Court Asks How to Measure Diversity in College Admissions Case
Chief Justice John G. Roberts Jr. asked a five-word question early in oral arguments Wednesday that summed up the quandary facing the Supreme Court in a major test of affirmative action in university admissions.
He did so after Bert Rein, the attorney for a white student denied admission to the University of Texas at Austin, described how a school could determine if it has achieved diversity in its student body. The school, although prohibited from using quotas, could measure whether diversity reached “a level of critical mass,” Rein said.
“How do you do that?” Roberts asked.
Rein acknowledged the dilemma. “It’s not easy to do, and it’s not our job to do it,” Rein said. “You, the university, if you want to use this forbidden tool, this odious classification, you’ve got to find a way to do it. You’ve got to be able to explain what your concrete objective is.”
Kennedy Seen as Key Vote
The justices are grappling with how colleges can improve diversity — and measure success without relying on quotas — in a case testing Texas’ use of race in undergraduate admissions decisions. Roberts’ questions illustrated how difficult the balance is for universities trying to improve diversity on campuses, but Justice Anthony M. Kennedy is expected to be the key vote in the outcome.
Abigail Fisher, the student denied admission, is back before the court for a second time on the issue. The justices in 2013 sent her case back to the appeals court, which reconsidered it and again ruled in the university’s favor.
Eight justices heard the case Wednesday because Justice Elena Kagan has recused herself. A 4-4 vote would uphold the appeals court ruling, a result the Supreme Court likely would want to avoid.
The court’s conservatives on Wednesday appeared ready to strike down Texas’s admissions plan as unconstitutional while liberal justices stood behind the use of race to achieve campus diversity.
But Kennedy and other justices also left open the option of sending the case back to lower courts to collect more information about the plan. Kennedy lamented the absence of information that could aid the justices decision.
Roberts also pushed advocates of the admissions process to offer a way out of the difficult task.
“How does the university know when it has achieved its objective?” Roberts asked Solicitor General Donald Verrilli, who argued on behalf of the Obama administration in support of Texas’s plan. “At what point does it say, okay, the plan has worked?”
Verrilli suggested classroom studies, well-designed surveys of student attitudes, graduation rates and number of racial incidents. Roberts dismissed surveys as “sophomoric.”
The Texas university fills about 75 percent of the class by admitting the top 10 percent of each high school’s graduating class, and selects the rest with what the university calls a “holistic” approach that includes consideration of race.
Height of the Bar
Justice Sonia Sotomayor worried that the Supreme Court would use the case, Fisher v. University of Texas, to set an impossibly high legal bar for a university to prove it needs to use race to get a more diverse class. “I fear something,” Sotomayor said. If the need for proof is too high, “will any holistic review ever survive?”
Justice Samuel A. Alito Jr., the most vocal justice opposing Texas’ plan, repeatedly pointed out that Texas had not proven that the policy had made a difference, or contributed to classroom diversity.
“That does seem to me to be something that could be measured,” Alito said. “And maybe there’s evidence in the record that measures it. I don’t know.”
Kennedy used the moment to express frustration that such information isn’t included in the case.
The court first dealt with the issue in 2013, in a case now called Fisher I, by voting 7-1 to send the lawsuit back to the U.S. Court of Appeals for the 5th Circuit in New Orleans. The decision directed the court to use a tougher legal standard to evaluate the legality of the university’s admission practices. The circuit court again ruled in the university’s favor, setting up the case’s return to the high court as Fisher II, without any additional fact-finding.
“We’re just arguing the same case. It’s as if nothing had happened,” Kennedy said. “It seems to me that Justice Alito’s question indicates that this is the kind of thing we should know and we don’t know.”
Justice Stephen G. Breyer pointed to amicus briefs filed in the case that suggest universities are worried that the Supreme Court will kill affirmative action through a death by a thousand cuts, or with such a high legal bar for universities that it would effectively ban affirmative action.
“We promised in Fisher I that we wouldn’t,” Breyer said. “That opinion by seven people reflected no one’s views perfectly. But that’s what it says: Not fatal in fact.”
The case gives the court options for ruling narrowly or broadly. On one hand, a decision in favor of Fisher could threaten to bring an end to affirmative action; on the other, it could focus only on parts of Texas’s plan.
The justices will decide the case before the end of the term in June.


*What needs to be done*. I would like the entries transcribed word for word, please, with the pictures removed.

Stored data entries
######
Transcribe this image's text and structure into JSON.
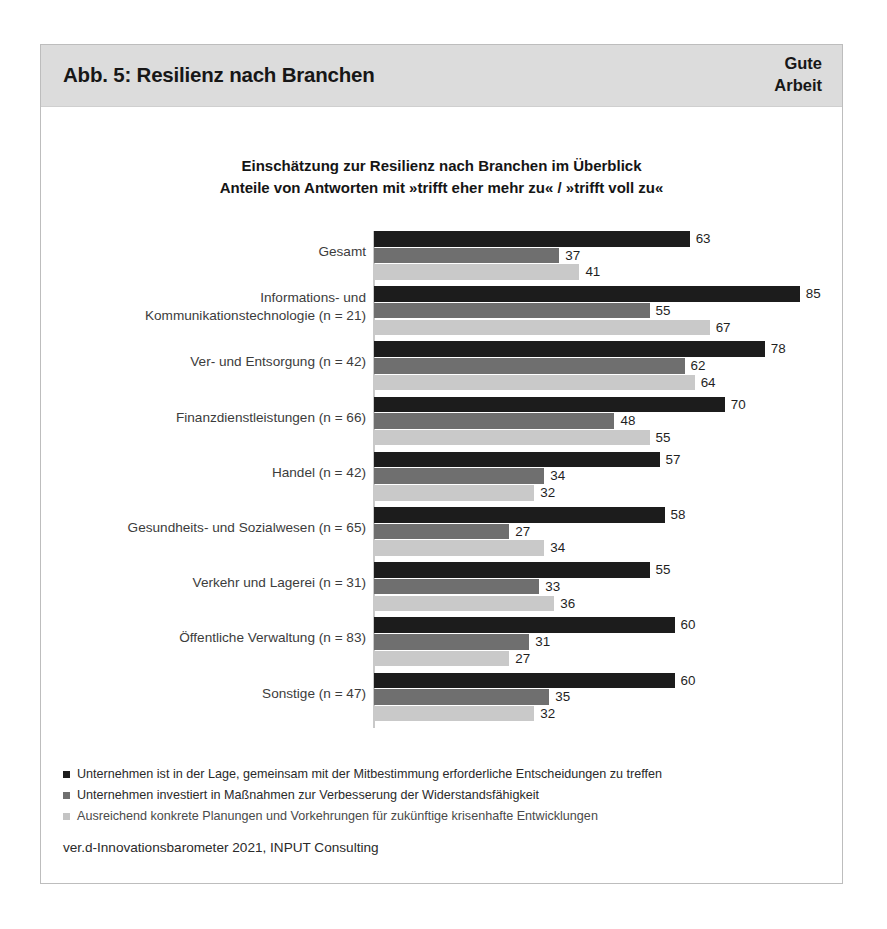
{
  "figure": {
    "header_title": "Abb. 5: Resilienz nach Branchen",
    "brand_line1": "Gute",
    "brand_line2": "Arbeit",
    "chart_title_line1": "Einschätzung zur Resilienz nach Branchen im Überblick",
    "chart_title_line2": "Anteile von Antworten mit »trifft eher mehr zu« / »trifft voll zu«",
    "source": "ver.d-Innovationsbarometer 2021, INPUT Consulting"
  },
  "colors": {
    "series_0": "#1c1c1c",
    "series_1": "#6f6f6f",
    "series_2": "#c9c9c9",
    "header_band": "#dcdcdc",
    "frame_border": "#bdbdbd",
    "axis_line": "#c9c9c9"
  },
  "chart_data": {
    "type": "bar",
    "orientation": "horizontal",
    "title": "Einschätzung zur Resilienz nach Branchen im Überblick",
    "subtitle": "Anteile von Antworten mit »trifft eher mehr zu« / »trifft voll zu«",
    "xlabel": "",
    "ylabel": "",
    "xlim": [
      0,
      100
    ],
    "grid": false,
    "legend_position": "bottom-left",
    "value_unit": "percent",
    "categories": [
      "Gesamt",
      "Informations- und Kommunikationstechnologie (n = 21)",
      "Ver- und Entsorgung (n = 42)",
      "Finanzdienstleistungen (n = 66)",
      "Handel (n = 42)",
      "Gesundheits- und Sozialwesen (n = 65)",
      "Verkehr und Lagerei (n = 31)",
      "Öffentliche Verwaltung (n = 83)",
      "Sonstige (n = 47)"
    ],
    "category_lines": [
      [
        "Gesamt"
      ],
      [
        "Informations- und",
        "Kommunikationstechnologie (n = 21)"
      ],
      [
        "Ver- und Entsorgung (n = 42)"
      ],
      [
        "Finanzdienstleistungen (n = 66)"
      ],
      [
        "Handel (n = 42)"
      ],
      [
        "Gesundheits- und Sozialwesen (n = 65)"
      ],
      [
        "Verkehr und Lagerei (n = 31)"
      ],
      [
        "Öffentliche Verwaltung (n = 83)"
      ],
      [
        "Sonstige (n = 47)"
      ]
    ],
    "series": [
      {
        "name": "Unternehmen ist in der Lage, gemeinsam mit der Mitbestimmung erforderliche Entscheidungen zu treffen",
        "color": "#1c1c1c",
        "values": [
          63,
          85,
          78,
          70,
          57,
          58,
          55,
          60,
          60
        ]
      },
      {
        "name": "Unternehmen investiert in Maßnahmen zur Verbesserung der Widerstandsfähigkeit",
        "color": "#6f6f6f",
        "values": [
          37,
          55,
          62,
          48,
          34,
          27,
          33,
          31,
          35
        ]
      },
      {
        "name": "Ausreichend konkrete Planungen und Vorkehrungen für zukünftige krisenhafte Entwicklungen",
        "color": "#c9c9c9",
        "values": [
          41,
          67,
          64,
          55,
          32,
          34,
          36,
          27,
          32
        ]
      }
    ]
  }
}
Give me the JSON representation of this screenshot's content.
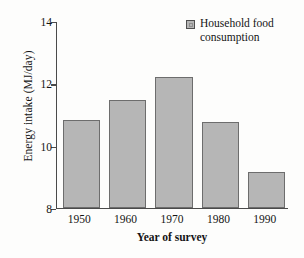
{
  "chart_data": {
    "type": "bar",
    "title": "",
    "categories": [
      "1950",
      "1960",
      "1970",
      "1980",
      "1990"
    ],
    "values": [
      10.8,
      11.45,
      12.2,
      10.75,
      9.15
    ],
    "series": [
      {
        "name": "Household food consumption",
        "values": [
          10.8,
          11.45,
          12.2,
          10.75,
          9.15
        ]
      }
    ],
    "xlabel": "Year of survey",
    "ylabel": "Energy intake (MJ/day)",
    "ylim": [
      8,
      14
    ],
    "yticks": [
      "8",
      "10",
      "12",
      "14"
    ],
    "ytick_values": [
      8,
      10,
      12,
      14
    ],
    "grid": false,
    "legend_position": "top-right",
    "legend": [
      {
        "label": "Household food consumption",
        "swatch_icon": "legend-square-icon",
        "color": "#b6b6b6"
      }
    ],
    "colors": {
      "bar_fill": "#b6b6b6",
      "bar_border": "#6d6d6d",
      "axis": "#4a4a4a",
      "text": "#141414",
      "background": "#fdfdfc"
    }
  }
}
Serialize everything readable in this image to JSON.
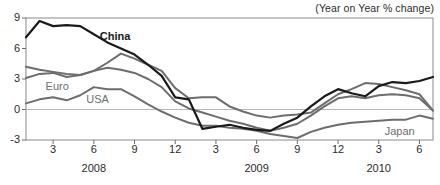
######
*Your response*.
Transcribe this image's text and structure into JSON.
{
  "figure": {
    "header_title": "Abb. 5: Resilienz nach Branchen",
    "brand_line1": "Gute",
    "brand_line2": "Arbeit",
    "chart_title_line1": "Einschätzung zur Resilienz nach Branchen im Überblick",
    "chart_title_line2": "Anteile von Antworten mit »trifft eher mehr zu« / »trifft voll zu«",
    "source": "ver.d-Innovationsbarometer 2021, INPUT Consulting"
  },
  "colors": {
    "series_0": "#1c1c1c",
    "series_1": "#6f6f6f",
    "series_2": "#c9c9c9",
    "header_band": "#dcdcdc",
    "frame_border": "#bdbdbd",
    "axis_line": "#c9c9c9"
  },
  "chart_data": {
    "type": "bar",
    "orientation": "horizontal",
    "title": "Einschätzung zur Resilienz nach Branchen im Überblick",
    "subtitle": "Anteile von Antworten mit »trifft eher mehr zu« / »trifft voll zu«",
    "xlabel": "",
    "ylabel": "",
    "xlim": [
      0,
      100
    ],
    "grid": false,
    "legend_position": "bottom-left",
    "value_unit": "percent",
    "categories": [
      "Gesamt",
      "Informations- und Kommunikationstechnologie (n = 21)",
      "Ver- und Entsorgung (n = 42)",
      "Finanzdienstleistungen (n = 66)",
      "Handel (n = 42)",
      "Gesundheits- und Sozialwesen (n = 65)",
      "Verkehr und Lagerei (n = 31)",
      "Öffentliche Verwaltung (n = 83)",
      "Sonstige (n = 47)"
    ],
    "category_lines": [
      [
        "Gesamt"
      ],
      [
        "Informations- und",
        "Kommunikationstechnologie (n = 21)"
      ],
      [
        "Ver- und Entsorgung (n = 42)"
      ],
      [
        "Finanzdienstleistungen (n = 66)"
      ],
      [
        "Handel (n = 42)"
      ],
      [
        "Gesundheits- und Sozialwesen (n = 65)"
      ],
      [
        "Verkehr und Lagerei (n = 31)"
      ],
      [
        "Öffentliche Verwaltung (n = 83)"
      ],
      [
        "Sonstige (n = 47)"
      ]
    ],
    "series": [
      {
        "name": "Unternehmen ist in der Lage, gemeinsam mit der Mitbestimmung erforderliche Entscheidungen zu treffen",
        "color": "#1c1c1c",
        "values": [
          63,
          85,
          78,
          70,
          57,
          58,
          55,
          60,
          60
        ]
      },
      {
        "name": "Unternehmen investiert in Maßnahmen zur Verbesserung der Widerstandsfähigkeit",
        "color": "#6f6f6f",
        "values": [
          37,
          55,
          62,
          48,
          34,
          27,
          33,
          31,
          35
        ]
      },
      {
        "name": "Ausreichend konkrete Planungen und Vorkehrungen für zukünftige krisenhafte Entwicklungen",
        "color": "#c9c9c9",
        "values": [
          41,
          67,
          64,
          55,
          32,
          34,
          36,
          27,
          32
        ]
      }
    ]
  }
}
Give me the JSON representation of this screenshot's content.
{
  "chart_data": {
    "type": "bar",
    "title": "",
    "categories": [
      "1950",
      "1960",
      "1970",
      "1980",
      "1990"
    ],
    "values": [
      10.8,
      11.45,
      12.2,
      10.75,
      9.15
    ],
    "series": [
      {
        "name": "Household food consumption",
        "values": [
          10.8,
          11.45,
          12.2,
          10.75,
          9.15
        ]
      }
    ],
    "xlabel": "Year of survey",
    "ylabel": "Energy intake (MJ/day)",
    "ylim": [
      8,
      14
    ],
    "yticks": [
      "8",
      "10",
      "12",
      "14"
    ],
    "ytick_values": [
      8,
      10,
      12,
      14
    ],
    "grid": false,
    "legend_position": "top-right",
    "legend": [
      {
        "label": "Household food consumption",
        "swatch_icon": "legend-square-icon",
        "color": "#b6b6b6"
      }
    ],
    "colors": {
      "bar_fill": "#b6b6b6",
      "bar_border": "#6d6d6d",
      "axis": "#4a4a4a",
      "text": "#141414",
      "background": "#fdfdfc"
    }
  }
}
Serialize everything readable in this image to JSON.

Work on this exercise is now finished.